Scott: It is funny that you pick up the spirit of Buddy Holly here, although I know the song title is a clue. The truth is I wrote this one with Dion, and it was specifically written for a scene in a screenplay written by Chazz Palmintieri for a biopic about Dion that Chazz was gonna also direct. The song was written for the scene where the Winter Dance Party tour hits Clear Lake, Iowa. The bus pulls into the motel parking lot, and upon entering the lobby the guys are met with the first TV reports of the fatal plane crash that took Buddy, Ritchie Valens and The Big Bopper. Buddy had given Dion his guitar to take to the hotel and, when Dion, in a state of shock from the news gets to his room, takes out the guitar, tries to remember that new song Buddy played last night called “Everyday,” and can’t quite remember it, this is what comes out. Poetic license, yes, but it’s a song about friendship, so it is fitting that Dion remembers it this way.

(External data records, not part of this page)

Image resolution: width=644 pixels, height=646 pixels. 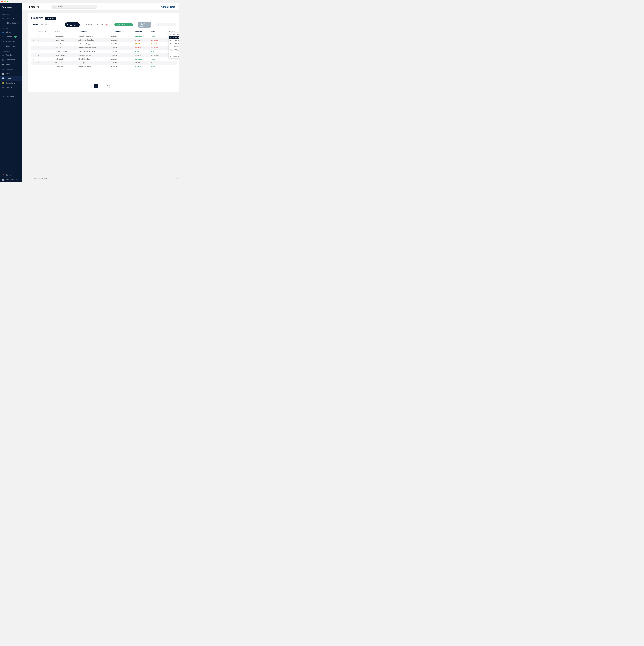 What do you see at coordinates (111, 86) in the screenshot?
I see `page-5: 5` at bounding box center [111, 86].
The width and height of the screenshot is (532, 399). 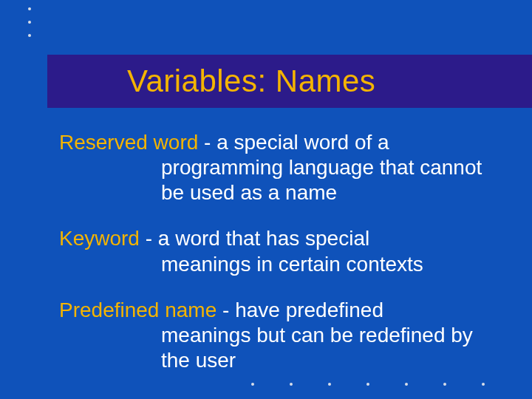 I want to click on definition-continuation: meanings but can be redefined by the use…, so click(x=282, y=348).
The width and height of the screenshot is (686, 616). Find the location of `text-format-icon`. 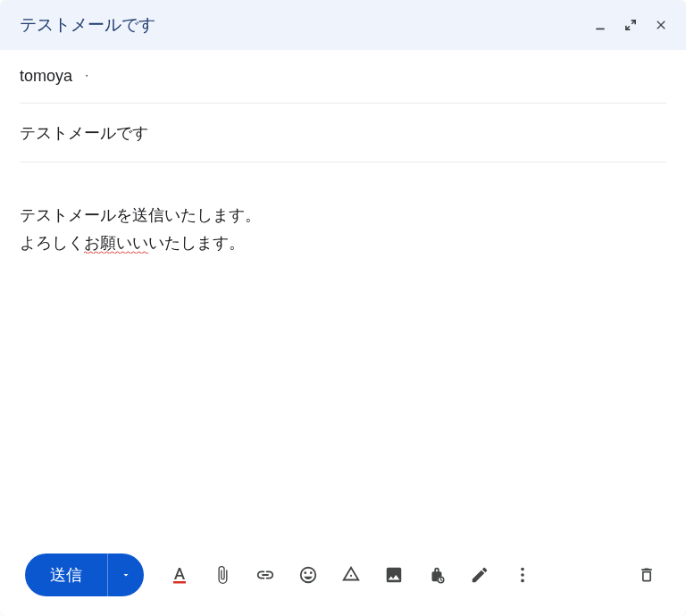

All the first generation rockers, like the great bluesmen, Hank, Cash, Woody, etc. are like holy men to me. Their words and music are scripture, and their movements guided by heaven. They are my spiritual sustenance.

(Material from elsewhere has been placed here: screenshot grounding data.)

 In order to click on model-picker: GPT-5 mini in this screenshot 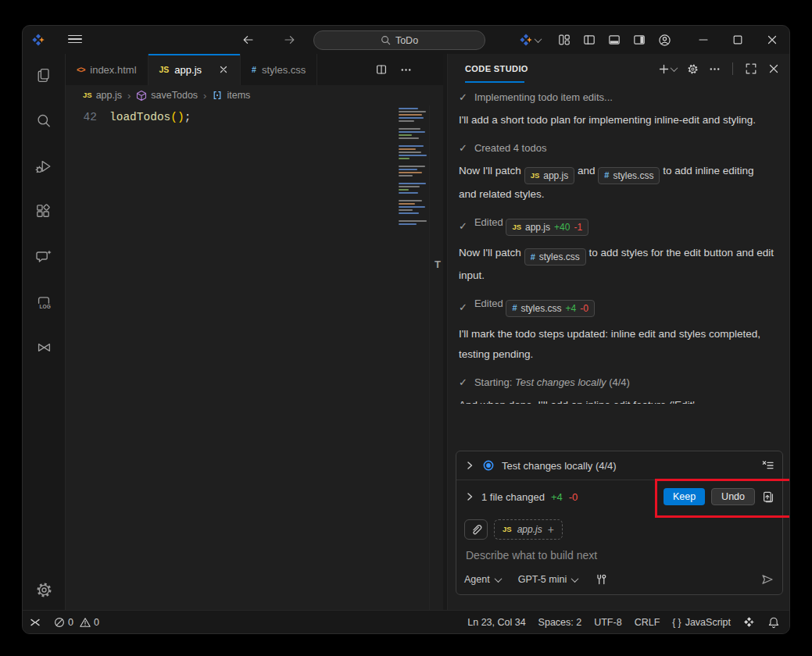, I will do `click(542, 579)`.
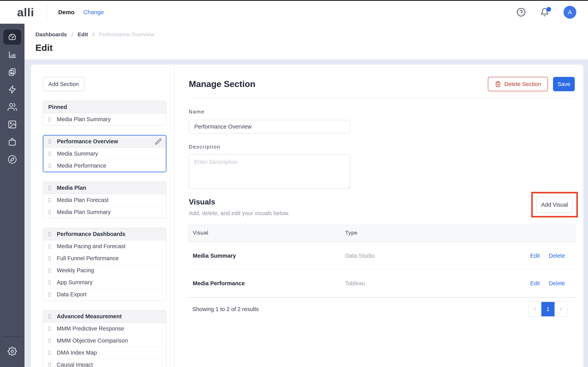 The height and width of the screenshot is (367, 588). What do you see at coordinates (564, 84) in the screenshot?
I see `save-button: Save` at bounding box center [564, 84].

The Del-Lords’ drummer does just what a rock foundation should – play to the songs with strength and instinctual restraint. Tell us a bit about playing with Frank.

Frank Funaro

Frank Funaro

Scott: Everything starts with the drummer. There is no such thing as a great rock ‘n’ roll band without a great drummer. We have Frank. I have never played with a more simpatico, song-oriented drummer. I have also never had the connection with another drummer the way I do with Frank, especially as it pertains to this band. Frank seems to get better almost time we play together. Frank always plays from within the song, and he is always there at the service of the song, as opposed to the other way around. That is a greater and rarer talent than one would think. Plus, he is my brother, and that too is not to be underestimated in regards to the contribution Frank makes.

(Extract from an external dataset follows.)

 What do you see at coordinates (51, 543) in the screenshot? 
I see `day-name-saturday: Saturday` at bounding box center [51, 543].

Eric: The songs come first. Frank is a superlative “song player”. While recording, we had four great guys (Keith Christopher, Jason Mercer, Steve Almaas and Michael DuClos) play bass with us. It always felt like the Del-Lords with Frank leading the way.

DelLords_Logo

You’ve got “NYC” smack in the middle of the band’s signature logo. What’s so important about New York City? How does it define who this group is?

Scott: NYC, perhaps more than most cities, is never just the place you live; it is also the place that lives with you, like a roommate, like a badge, like a burden, and like a brother or sister. It is in everything we play, and it defines us to a great extent. The songs themselves would be different if not for our town, and we, too, would be different if we came from anywhere else.

Eric: Rock and Roll at its most elemental has always been a hybrid that borrows from different musics (like country and blues). New York City has always been a big part of the hybrid that is The Del-Lords version of rock and roll.

The first time I heard the name “The Del-Lords” I thought it sounded like a gang from the movie The Warriors. Does this feel like a gang after all these years? Does the Three Stooges association still have any resonance?

Scott: Talk about holy men! The Three Stooges are, as Kerouac said, “holy goofs”. They are part of our fabric. A band is a gang. I always felt that a band name had to satisfy three criteria: it needed to sound good as a band name (duh!), it needed to sound like a gang name, and it needed to sound like a bowling team. Mission accomplished!